Premium parking ($10) is available on a first-come, first-serve basis at the CarShield Field west parking lot. Cash is the only form of payment accepted.
Free, general parking is available at Fort Zumwalt North High School and Christian High School (both on Tom Ginnever Avenue).
Accessible (ADA) parking is available only at Westhoff Park. Free shuttle service will transport patrons to the festival entrance.
General rules
Safety
HANDING OUT FIREWORKS IS PROHIBITED.
Commercial entries
Political entries
Tuskegee Airmen is the name given to members of the U.S. Army Air Force units in World War II that were comprised primarily of African American flyers and maintenance crews, though a few white officers and trainers were also involved. The group compiled an impressive record, primarily in the Mediterranean Theater of Operations, despite facing frequent resistance to their presence in the formerly all-white Army Air Corps.
The pilots and support personnel – both military and civilian, male and female – that served with the segregated 332nd Fighter Group and 477th Bombardment Group during World War II and before the integration of the Armed Forces are considered Tuskegee Airmen. The name originates from the segregated flying training program at Tuskegee Institute Army Air Corps Program, a unit at Tuskegee Army Air Field, located in Tuskegee, Alabama.
The WASP (Women Airforce Service Pilots) were female pilots who volunteered to fly American military airplanes during World War II. At the time, it was thought that women would be incapable of flying such advanced airplanes – and that they should not be involved in the military in any aviation capacity. But there was a serious shortage of available pilots on the homefront. Many female pilots wanted to help; in order to do this, they needed to convince the top brass that they could do it. To serve their country, these courageous women overcame the challenges raised by those who believed women couldn’t fly.
The WASP program was formed by combining the WAFS (Women’s Auxiliary Ferrying Squadron) and the WFTD (Women’s Flying Training Detachment), two units that were set up separately to allow female pilots to support the activities of the military. They were combined as the WASP Program in July 1943.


Gather from the material every line that contains the string "name".

****************************************

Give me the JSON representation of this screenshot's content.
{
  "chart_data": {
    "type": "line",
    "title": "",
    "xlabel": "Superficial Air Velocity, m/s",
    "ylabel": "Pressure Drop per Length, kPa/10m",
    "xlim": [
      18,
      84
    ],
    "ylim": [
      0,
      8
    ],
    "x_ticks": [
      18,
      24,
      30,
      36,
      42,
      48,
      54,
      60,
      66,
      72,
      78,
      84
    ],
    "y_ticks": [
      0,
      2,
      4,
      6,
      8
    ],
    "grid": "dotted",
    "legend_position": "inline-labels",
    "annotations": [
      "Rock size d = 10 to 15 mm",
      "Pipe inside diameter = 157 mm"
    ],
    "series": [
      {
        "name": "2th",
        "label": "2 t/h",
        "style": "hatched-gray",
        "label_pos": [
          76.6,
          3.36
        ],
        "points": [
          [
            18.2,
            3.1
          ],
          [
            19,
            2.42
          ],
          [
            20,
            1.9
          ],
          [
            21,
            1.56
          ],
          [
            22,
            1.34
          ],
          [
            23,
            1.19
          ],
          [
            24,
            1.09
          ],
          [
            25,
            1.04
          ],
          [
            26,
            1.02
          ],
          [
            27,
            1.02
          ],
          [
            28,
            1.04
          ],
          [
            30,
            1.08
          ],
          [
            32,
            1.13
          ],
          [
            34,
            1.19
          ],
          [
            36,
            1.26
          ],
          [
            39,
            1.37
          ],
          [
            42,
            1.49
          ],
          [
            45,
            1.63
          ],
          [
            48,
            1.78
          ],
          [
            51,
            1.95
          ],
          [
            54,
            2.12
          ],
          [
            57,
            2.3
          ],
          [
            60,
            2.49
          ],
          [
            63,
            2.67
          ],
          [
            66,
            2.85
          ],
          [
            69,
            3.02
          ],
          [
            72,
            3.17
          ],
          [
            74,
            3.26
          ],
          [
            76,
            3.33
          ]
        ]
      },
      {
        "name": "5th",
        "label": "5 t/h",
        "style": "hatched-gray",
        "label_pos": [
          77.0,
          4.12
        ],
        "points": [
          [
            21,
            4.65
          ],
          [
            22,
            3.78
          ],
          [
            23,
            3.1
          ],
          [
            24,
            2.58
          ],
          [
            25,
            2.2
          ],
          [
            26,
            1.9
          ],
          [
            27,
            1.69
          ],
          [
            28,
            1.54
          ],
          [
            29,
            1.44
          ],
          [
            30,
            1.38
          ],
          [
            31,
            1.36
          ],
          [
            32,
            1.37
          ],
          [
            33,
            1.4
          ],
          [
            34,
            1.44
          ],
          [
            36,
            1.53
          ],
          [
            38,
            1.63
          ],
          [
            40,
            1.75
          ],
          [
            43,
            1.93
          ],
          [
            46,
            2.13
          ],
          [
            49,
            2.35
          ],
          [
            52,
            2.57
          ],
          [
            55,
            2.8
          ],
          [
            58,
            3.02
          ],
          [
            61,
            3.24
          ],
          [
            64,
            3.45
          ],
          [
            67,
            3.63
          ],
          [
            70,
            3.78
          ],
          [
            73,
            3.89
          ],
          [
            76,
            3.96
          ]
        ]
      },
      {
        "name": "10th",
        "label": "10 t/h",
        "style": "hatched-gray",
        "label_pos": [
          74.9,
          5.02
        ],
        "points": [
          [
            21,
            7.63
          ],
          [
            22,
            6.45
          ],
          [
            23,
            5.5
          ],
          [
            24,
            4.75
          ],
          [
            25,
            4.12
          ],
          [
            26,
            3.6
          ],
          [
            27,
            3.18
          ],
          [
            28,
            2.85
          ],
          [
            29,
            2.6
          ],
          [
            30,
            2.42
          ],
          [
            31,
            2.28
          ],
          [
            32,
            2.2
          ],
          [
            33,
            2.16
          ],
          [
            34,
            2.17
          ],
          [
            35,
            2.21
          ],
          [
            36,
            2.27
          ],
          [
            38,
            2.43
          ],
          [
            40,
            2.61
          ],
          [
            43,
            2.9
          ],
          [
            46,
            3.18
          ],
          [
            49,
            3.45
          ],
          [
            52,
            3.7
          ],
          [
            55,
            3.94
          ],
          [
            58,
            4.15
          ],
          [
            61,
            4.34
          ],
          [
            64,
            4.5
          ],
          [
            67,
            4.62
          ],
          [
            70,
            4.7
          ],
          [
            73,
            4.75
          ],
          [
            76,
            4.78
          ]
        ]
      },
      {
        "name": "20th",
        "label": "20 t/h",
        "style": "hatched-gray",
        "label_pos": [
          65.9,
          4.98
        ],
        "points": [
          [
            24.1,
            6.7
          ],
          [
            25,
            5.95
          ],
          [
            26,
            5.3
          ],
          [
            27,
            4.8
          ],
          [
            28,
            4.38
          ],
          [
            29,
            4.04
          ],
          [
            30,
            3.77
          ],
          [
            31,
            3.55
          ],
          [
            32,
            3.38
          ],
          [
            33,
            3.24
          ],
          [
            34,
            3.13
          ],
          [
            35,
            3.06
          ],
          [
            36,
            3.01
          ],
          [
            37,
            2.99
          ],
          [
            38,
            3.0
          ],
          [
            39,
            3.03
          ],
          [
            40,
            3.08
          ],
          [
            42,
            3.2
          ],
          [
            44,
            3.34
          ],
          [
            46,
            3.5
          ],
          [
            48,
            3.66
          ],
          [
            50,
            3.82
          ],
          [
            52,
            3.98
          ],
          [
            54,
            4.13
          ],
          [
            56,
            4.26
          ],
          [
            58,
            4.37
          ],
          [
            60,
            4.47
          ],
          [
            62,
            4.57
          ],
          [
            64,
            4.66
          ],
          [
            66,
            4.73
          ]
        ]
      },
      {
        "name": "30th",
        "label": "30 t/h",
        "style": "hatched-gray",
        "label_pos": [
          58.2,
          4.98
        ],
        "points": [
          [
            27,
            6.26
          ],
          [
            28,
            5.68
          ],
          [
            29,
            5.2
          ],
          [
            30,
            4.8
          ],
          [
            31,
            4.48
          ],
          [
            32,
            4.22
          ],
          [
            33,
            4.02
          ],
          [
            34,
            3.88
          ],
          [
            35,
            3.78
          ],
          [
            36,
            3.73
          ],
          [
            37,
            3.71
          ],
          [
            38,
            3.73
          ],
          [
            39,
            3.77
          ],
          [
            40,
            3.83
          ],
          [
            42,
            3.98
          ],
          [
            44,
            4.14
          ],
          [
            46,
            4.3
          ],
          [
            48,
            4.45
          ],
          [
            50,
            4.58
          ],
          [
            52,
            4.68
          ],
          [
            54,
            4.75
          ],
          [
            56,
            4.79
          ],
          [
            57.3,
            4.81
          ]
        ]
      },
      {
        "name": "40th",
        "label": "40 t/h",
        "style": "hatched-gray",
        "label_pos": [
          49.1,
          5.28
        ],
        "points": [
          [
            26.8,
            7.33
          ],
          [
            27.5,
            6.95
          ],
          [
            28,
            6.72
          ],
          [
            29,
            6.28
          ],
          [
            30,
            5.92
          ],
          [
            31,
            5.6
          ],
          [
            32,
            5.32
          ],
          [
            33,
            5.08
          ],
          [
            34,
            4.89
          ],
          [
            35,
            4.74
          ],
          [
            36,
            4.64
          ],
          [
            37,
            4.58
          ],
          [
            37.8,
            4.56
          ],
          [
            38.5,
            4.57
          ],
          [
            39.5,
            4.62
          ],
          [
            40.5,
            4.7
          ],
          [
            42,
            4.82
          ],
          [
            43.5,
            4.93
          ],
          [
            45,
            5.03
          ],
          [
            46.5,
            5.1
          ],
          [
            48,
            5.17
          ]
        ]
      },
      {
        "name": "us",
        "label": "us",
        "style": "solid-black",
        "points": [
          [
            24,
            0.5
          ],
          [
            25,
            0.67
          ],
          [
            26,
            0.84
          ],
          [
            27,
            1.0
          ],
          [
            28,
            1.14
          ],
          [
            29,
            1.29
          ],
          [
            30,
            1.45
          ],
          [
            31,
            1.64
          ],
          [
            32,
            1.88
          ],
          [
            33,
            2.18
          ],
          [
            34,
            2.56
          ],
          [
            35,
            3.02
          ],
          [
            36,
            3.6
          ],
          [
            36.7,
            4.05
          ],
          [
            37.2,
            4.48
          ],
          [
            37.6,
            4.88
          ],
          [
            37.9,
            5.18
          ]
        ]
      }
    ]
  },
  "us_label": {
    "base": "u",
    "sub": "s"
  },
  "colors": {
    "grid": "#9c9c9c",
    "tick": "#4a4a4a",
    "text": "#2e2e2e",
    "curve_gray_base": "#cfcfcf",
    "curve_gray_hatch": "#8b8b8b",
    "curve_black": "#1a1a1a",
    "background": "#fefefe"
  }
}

****************************************

*EXERCISE ANSWER*:
        "name": "2th",
        "name": "5th",
        "name": "10th",
        "name": "20th",
        "name": "30th",
        "name": "40th",
        "name": "us",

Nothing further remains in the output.